During my first few months of general practice in North Vancouver in the mid-1950s, one of the senior internal-medicine doctors asked me if I could make a daily short visit to one of his patients while he was away for couple of weeks. The patient was a young woman, slowly dying with mitral valve endocarditis. She was more or less isolated in an oxygen tent in the middle of a 10-bed ward waiting for her death. In those days there was not much more that could be done for her. The senior physician put his hand on my shoulder and said, “your visits will help her, use your bedside manner.”
During that time hospital stays were long and general practitioners and specialists visited their patients frequently. I never had a course on bedside manner, but during my internship I often heard nurses quietly comment to each other about the good bedside manners of some of the attending doctors. These doctors were confident and honest, but with kindness. They were all busy, yet had time to listen and hold a hand, even when that hand was a dying patient’s. Today’s patient stays in hospitals tend to be short. Much of the care is very technical, with complex procedures and machinery involved, nurses, aids, various technicians, and therapists floating around busily with fewer visits by doctors—and possibly no visit at all from the usual family doctor, who may not be on the hospital’s staff.
In this context a doctor’s professionalism, not their bedside manner, is the new measuring stick of a good practitioner, and the measuring stick for upcoming residents in training. Professionalism is hard to define as it sometimes refers to a pattern of behavior, at other times to a set of skills or some unspecified medically related cultural virtue. As a consequence, assessing lapses in the professionalism of physicians or our trainees becomes challenging. For instance, in the context of residency training the “we know it when we see it” approach to pinpoint a trainee’s lapses may be inadequately addressed.
A recent article in the New England Journal of Medicine recognizes this problem. The authors recommend abandoning the “blame culture” in favor of a “just culture” framework that combines identification of the kind of error or lapse with an educational approach. The proposal suggests that medical errors and lapses in professionalism should be separated. Medical errors would be identified as inadvertent errors, at-risk behaviors, or reckless behaviors, to be responded to with the relevant and appropriate consoling, coaching, or disciplining of the trespasser.

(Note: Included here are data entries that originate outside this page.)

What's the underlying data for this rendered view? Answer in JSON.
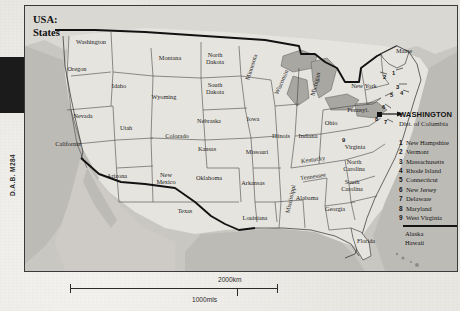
{
  "title": {
    "line1": "USA:",
    "line2": "States"
  },
  "reference_code": "D.A.B. M284",
  "capital": {
    "name": "WASHINGTON",
    "subtitle": "Dist. of Columbia"
  },
  "legend": {
    "entries": [
      {
        "num": "1",
        "name": "New Hampshire"
      },
      {
        "num": "2",
        "name": "Vermont"
      },
      {
        "num": "3",
        "name": "Massachusetts"
      },
      {
        "num": "4",
        "name": "Rhode Island"
      },
      {
        "num": "5",
        "name": "Connecticut"
      },
      {
        "num": "6",
        "name": "New Jersey"
      },
      {
        "num": "7",
        "name": "Delaware"
      },
      {
        "num": "8",
        "name": "Maryland"
      },
      {
        "num": "9",
        "name": "West Virginia"
      }
    ],
    "non_contiguous": [
      "Alaska",
      "Hawaii"
    ]
  },
  "scale": {
    "km": "2000km",
    "miles": "1000mls"
  },
  "map_labels": [
    {
      "name": "Washington",
      "x": 66,
      "y": 36,
      "rot": 0
    },
    {
      "name": "Oregon",
      "x": 52,
      "y": 63,
      "rot": 0
    },
    {
      "name": "Idaho",
      "x": 94,
      "y": 80,
      "rot": 0
    },
    {
      "name": "Montana",
      "x": 145,
      "y": 52,
      "rot": 0
    },
    {
      "name": "Wyoming",
      "x": 139,
      "y": 91,
      "rot": 0
    },
    {
      "name": "Nevada",
      "x": 58,
      "y": 110,
      "rot": 0
    },
    {
      "name": "Utah",
      "x": 101,
      "y": 122,
      "rot": 0
    },
    {
      "name": "Colorado",
      "x": 152,
      "y": 130,
      "rot": 0
    },
    {
      "name": "California",
      "x": 43,
      "y": 138,
      "rot": 0
    },
    {
      "name": "Arizona",
      "x": 92,
      "y": 170,
      "rot": 0
    },
    {
      "name": "New Mexico",
      "x": 141,
      "y": 173,
      "rot": 0
    },
    {
      "name": "Texas",
      "x": 160,
      "y": 205,
      "rot": 0
    },
    {
      "name": "Oklahoma",
      "x": 184,
      "y": 172,
      "rot": 0
    },
    {
      "name": "Kansas",
      "x": 182,
      "y": 143,
      "rot": 0
    },
    {
      "name": "Nebraska",
      "x": 184,
      "y": 115,
      "rot": 0
    },
    {
      "name": "North Dakota",
      "x": 190,
      "y": 53,
      "rot": 0
    },
    {
      "name": "South Dakota",
      "x": 190,
      "y": 83,
      "rot": 0
    },
    {
      "name": "Minnesota",
      "x": 226,
      "y": 61,
      "rot": -72
    },
    {
      "name": "Iowa",
      "x": 228,
      "y": 113,
      "rot": 0
    },
    {
      "name": "Missouri",
      "x": 232,
      "y": 146,
      "rot": 0
    },
    {
      "name": "Arkansas",
      "x": 228,
      "y": 177,
      "rot": 0
    },
    {
      "name": "Louisiana",
      "x": 230,
      "y": 212,
      "rot": 0
    },
    {
      "name": "Wisconsin",
      "x": 256,
      "y": 76,
      "rot": -66
    },
    {
      "name": "Illinois",
      "x": 256,
      "y": 130,
      "rot": 0
    },
    {
      "name": "Michigan",
      "x": 290,
      "y": 78,
      "rot": -76
    },
    {
      "name": "Indiana",
      "x": 283,
      "y": 130,
      "rot": 0
    },
    {
      "name": "Ohio",
      "x": 306,
      "y": 117,
      "rot": 0
    },
    {
      "name": "Kentucky",
      "x": 288,
      "y": 153,
      "rot": -8
    },
    {
      "name": "Tennessee",
      "x": 288,
      "y": 170,
      "rot": -8
    },
    {
      "name": "Mississippi",
      "x": 265,
      "y": 193,
      "rot": -78
    },
    {
      "name": "Alabama",
      "x": 282,
      "y": 192,
      "rot": 0
    },
    {
      "name": "Georgia",
      "x": 310,
      "y": 203,
      "rot": 0
    },
    {
      "name": "Florida",
      "x": 341,
      "y": 235,
      "rot": 0
    },
    {
      "name": "South Carolina",
      "x": 327,
      "y": 180,
      "rot": 0
    },
    {
      "name": "North Carolina",
      "x": 329,
      "y": 160,
      "rot": 0
    },
    {
      "name": "Virginia",
      "x": 330,
      "y": 141,
      "rot": 0
    },
    {
      "name": "Pennsyl.",
      "x": 333,
      "y": 104,
      "rot": 0
    },
    {
      "name": "New York",
      "x": 339,
      "y": 80,
      "rot": 0
    },
    {
      "name": "Maine",
      "x": 379,
      "y": 45,
      "rot": 0
    }
  ],
  "map_markers": [
    {
      "num": "1",
      "x": 367,
      "y": 64
    },
    {
      "num": "2",
      "x": 358,
      "y": 68
    },
    {
      "num": "3",
      "x": 371,
      "y": 78
    },
    {
      "num": "4",
      "x": 375,
      "y": 84
    },
    {
      "num": "5",
      "x": 365,
      "y": 86
    },
    {
      "num": "6",
      "x": 357,
      "y": 98
    },
    {
      "num": "7",
      "x": 359,
      "y": 113
    },
    {
      "num": "8",
      "x": 350,
      "y": 110
    },
    {
      "num": "9",
      "x": 317,
      "y": 131
    }
  ],
  "colors": {
    "land": "#e4e2dd",
    "water": "#b8b6b1",
    "border": "#1c1c1c",
    "paper": "#e9e7e2"
  }
}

Lapses in professionalism would be identified by their nature—not quite the fault of the trainee, a minor violation, or major unprofessional behavior. The article provides examples of some of these behaviors. In the “just culture” the approach to the lapse would be the relevant support and advice, remediation, or discipline.
In contrast to the “blame culture” the “just culture” is an educational approach to difficult problems. It looks at human mistakes as learning opportunities for the organization and its members. It distinguishes various kinds of lapses, and it provides for fairness and consistency in the response, avoiding biased reactions or mistreatment of the practitioner or the trainee.
—George Szasz, CM, MD
Suggested reading
Kullgren JT, Lowenstein J. Can you teach professionalism? . . . and if you can, how? Virtual Mentor 2003;5:435-437.
Wasserman JA, Redinger M, Gibb T. Responding to unprofessional behavior by trainees – A “just culture” framework. N Engl J Med 2020;382:773-777.
Wikipedia. Just culture. Accessed 8 April 2020. https://en.wikipedia.org/wiki/Just_culture.
This post has not been peer reviewed by the BCMJ Editorial Board.